While the Egyptians began a concerted counterattack against the fleeing Hittite forces, King Muwatallis acted, committing his remaining 1,000 chariots to the battle. This relief force forded the Orontes north of Qadesh and swung south to hit Ramses on the flank. Unfortunately for Muwatallis, arriving from the north were recovering Egyptian troops, while the third of the Egyptian divisions, the Sutekh, approached from the south. Just as the Hittite chariots spread out onto the plain and into line of attack, their right was threatened by the arriving rallied Egyptian forces from the north.

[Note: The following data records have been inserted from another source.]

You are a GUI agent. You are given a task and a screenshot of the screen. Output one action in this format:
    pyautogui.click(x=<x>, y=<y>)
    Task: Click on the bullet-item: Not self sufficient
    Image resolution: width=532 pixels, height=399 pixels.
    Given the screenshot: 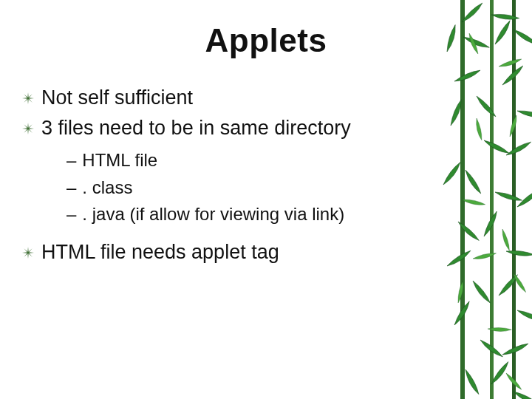 What is the action you would take?
    pyautogui.click(x=222, y=98)
    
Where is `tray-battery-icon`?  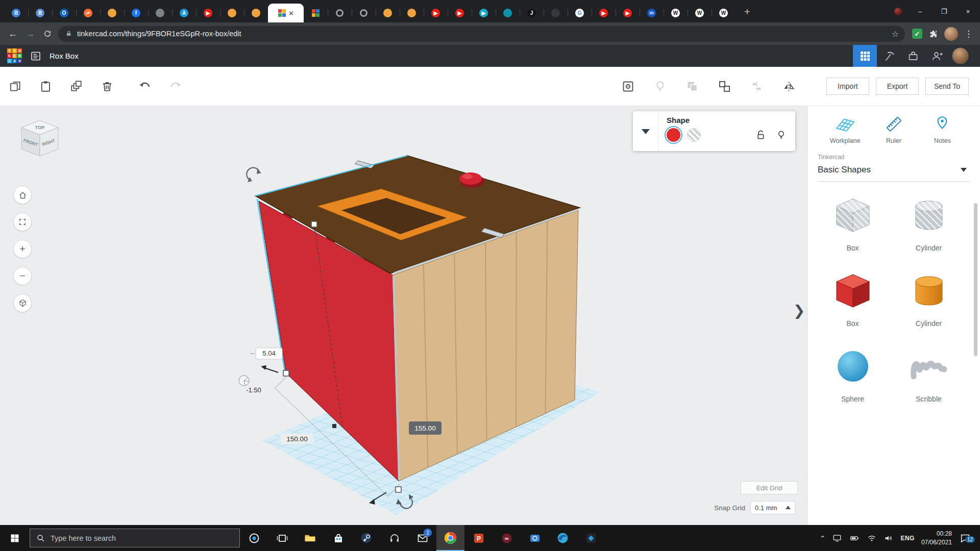
tray-battery-icon is located at coordinates (854, 538).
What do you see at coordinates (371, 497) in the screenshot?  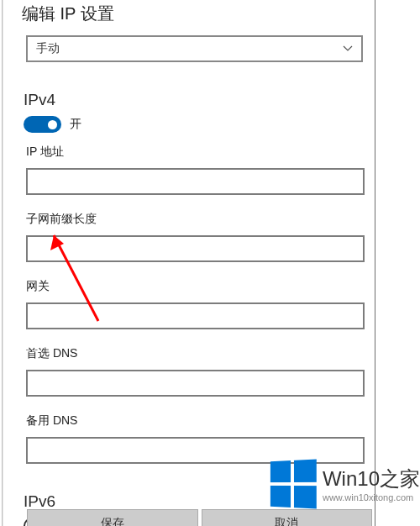 I see `watermark-url: www.win10xitong.com` at bounding box center [371, 497].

To make matters worse for the Hittite king, Ramses broke off pursuit of the Hittite chariots trapped between him and the river and, joining forces with the Sutekh division, turned north to intercept the Hittite relief force. Caught between the two converging Egyptian armies, the Hittite relief force was destroyed. As the remnants of the first Hittite force escaped south of Qadesh across the Orontes, the final of the four Egyptian divisions, the Ptah, arrived on the battlefield too late to join the melee.

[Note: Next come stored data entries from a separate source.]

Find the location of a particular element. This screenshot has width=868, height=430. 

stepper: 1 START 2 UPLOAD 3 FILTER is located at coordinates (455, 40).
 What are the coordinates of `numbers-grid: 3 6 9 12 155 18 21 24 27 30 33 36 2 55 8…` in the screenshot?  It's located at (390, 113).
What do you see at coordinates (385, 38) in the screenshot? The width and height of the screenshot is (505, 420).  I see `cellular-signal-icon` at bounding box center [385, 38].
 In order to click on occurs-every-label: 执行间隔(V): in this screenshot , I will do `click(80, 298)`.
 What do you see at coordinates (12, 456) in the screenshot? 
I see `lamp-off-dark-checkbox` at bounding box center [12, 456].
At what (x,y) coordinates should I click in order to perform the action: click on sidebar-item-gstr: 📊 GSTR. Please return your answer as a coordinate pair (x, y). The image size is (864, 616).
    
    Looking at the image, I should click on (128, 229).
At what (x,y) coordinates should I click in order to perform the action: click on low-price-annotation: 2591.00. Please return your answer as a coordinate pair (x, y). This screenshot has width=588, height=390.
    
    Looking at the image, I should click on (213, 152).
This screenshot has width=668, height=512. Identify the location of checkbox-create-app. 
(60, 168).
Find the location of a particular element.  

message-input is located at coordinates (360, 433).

Tactically, the battle of Qadesh ended in a stalemate. Ramses withdrew from Syria, leaving the Hittites in Qadesh. Strategically, the Egyptians had failed in a major military operation to end Hittite influence in Syria-Palestine. Over the next two decades, the Hittite would instigate revolts in Palestine, forcing Ramses to respond with military action, but never again did the Egyptians threaten the Hittites north of the Orontes. Eventually, these enemies became allies in the face of a new regional threat, the rise of Assyria in northern Mesopotamia. Ramses’ role at Qadesh was immortalized during his lifetime with the creation of two rock cut temples at Abu Simbel in southern Egypt along the frontier with Nubia, with bas reliefs showing the warrior-pharaoh smiting his Hittite enemy in a manner reminiscent of Narmer on his palette.

 

Suggested Readings: 

Cotterall, Arthur. Where War Began: A Military History of the Middle East from the Birth of Civilization to Alexander the Great and the Romans.  Stackpole Books, 2022.

Elliott, Paul. Warfare in New Kingdom Egypt. Fonthill Media, 2017.

Shaw, Ian. Ancient Egyptian Warfare: Tactics, Weaponry, and Ideology of the Pharaohs. Casemate, 2019.

Yadin, Yigael. The Art of Warfare in Biblical Lands in the Light of Archaeological Discovery. Hassell Street, 2021.